Africa is being increasingly targeted by hackers and must invest in cyber security, industry leaders said at the third Africa Cyber Security Conference closing Friday in Ivory Coast.
Although Africa is not a prime target, "cyber threats have no more borders" and data pirates "attack anything that moves", said Michel Bobillier, a leader of IBM's elite security unit, the Tiger Team.
"The creativity of these people is very great, they have organisations, real structured ecosystems, with a great deal of money and technology" to launch complex attacks, he said in Abidjan, Ivory Coast's main city.
Auguste Diop, managing director of Talentys, an Ivorian company operating in West Africa, said cybercriminals worldwide amassed a staggering 3,000 billion euros ($2,600 billion) in 2015, a sum he expected to double by 2021.
Specific figures are unavailable for the African continent, but its banks and telecoms firms are the main target for pirates.
They operate by bank fraud and exploiting the new tools for electronic payment, notably money transfers and the payment of bills on mobile phones, which are expanding fast.
To take advantage of the growing market for cyber security, Orange CyberDefense -- a subsidary of multinational telecoms operator Orange -- plans to open an hub in Morocco in 2019, with satellites in Tunisia, Ivory Coast and Senegal.
"The market for cyber security in Africa will expand from 1.7 billion dollars (1.5 billion euros) in 2017 to more than 2.5 billion in 2020," forecast Michel Van den Berghe, managing director of Orange CyberDefense, speaking to AFP by phone.
"Cybercrime could destroy confidence in the development of digital technology," he warned, calling for measures to "reassure companies that wish to invest in Africa".
'Change mindsets'
Attacks using ransomware - in which hackers use a malware virus to infiltrate a computer and encrypt data, then proposing to provide a coded key to "unlock" the data on payment of a ransom -- have "doubled in a year", Van den Berghe says.
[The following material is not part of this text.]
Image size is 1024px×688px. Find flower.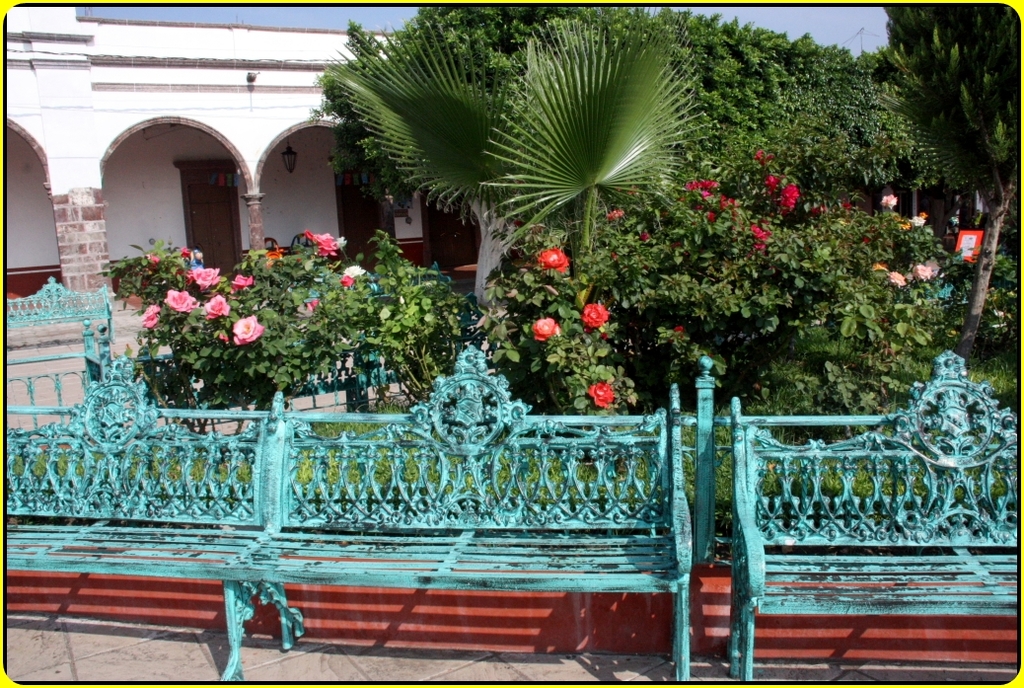
[left=911, top=265, right=935, bottom=284].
In Africa, attacks have gone up by "20 or 30 percent" over that period.
"Everyone is threatened" in Africa, notably by data theft from individuals, companies and governments, according to Diop.
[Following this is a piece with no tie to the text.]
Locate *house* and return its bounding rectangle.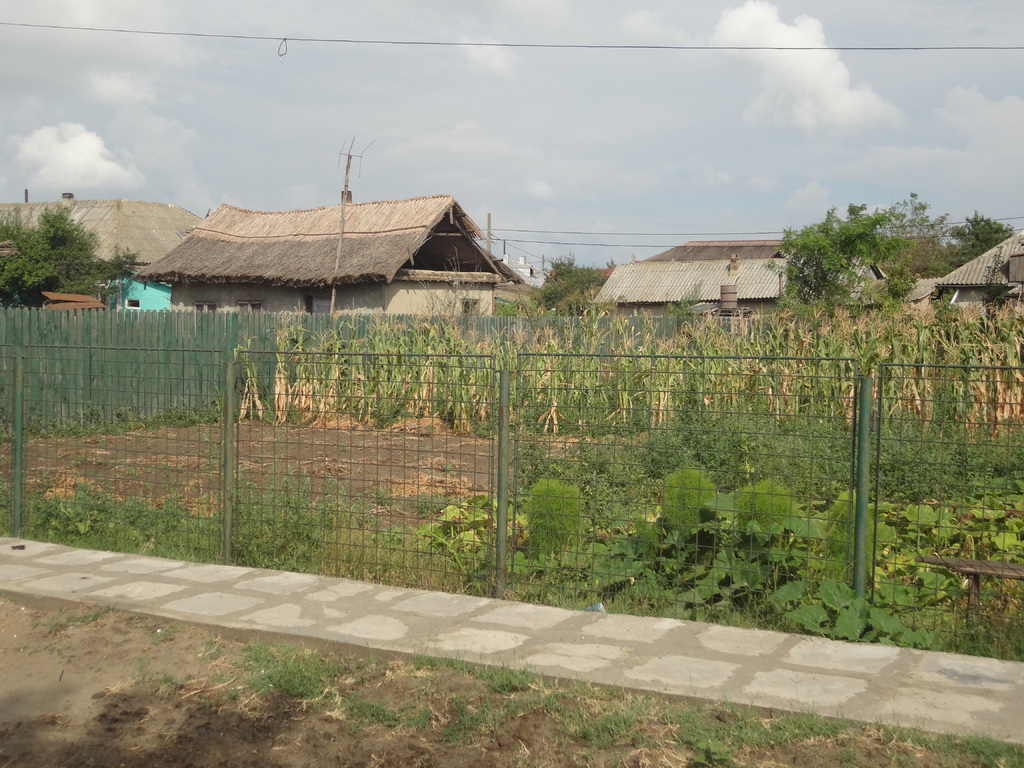
crop(568, 220, 829, 317).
"Africa is lagging behind, digital security is in its infancy," he said, though he noted that nations such as Kenya and South Africa are "more mature zones".
"Cyber defence can weigh heavy on budgets, but cyber attacks cost a whole lot more dearly to companies," Bobillier said.
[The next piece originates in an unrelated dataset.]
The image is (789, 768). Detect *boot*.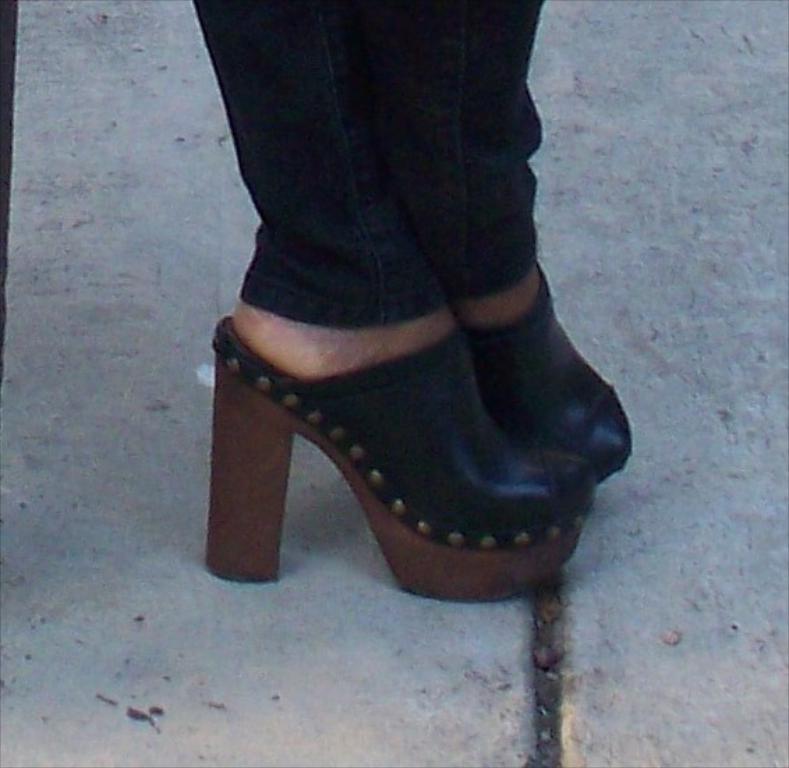
Detection: 197/92/643/601.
For Visa's regional bureau in Abidjan, covering 18 countries in West and Central Africa, "each attack costs an average of 1.2 million dollars," mainly in lost income, said risk manager Lawal Aribidesi, who did not specify the number of attacks.
"The challenge is to change mindsets, to bring the culture of security to business," said Boukary Ouedraogo, managing director of Atos Afrique de l'Ouest, the regional subsidiary of one of the world's main digital services firms.
"As a latecomer to digital technology, Africa can turn its handicap into an advantage by avoiding the errors made in cyber security by Europe and America," Diop suggested.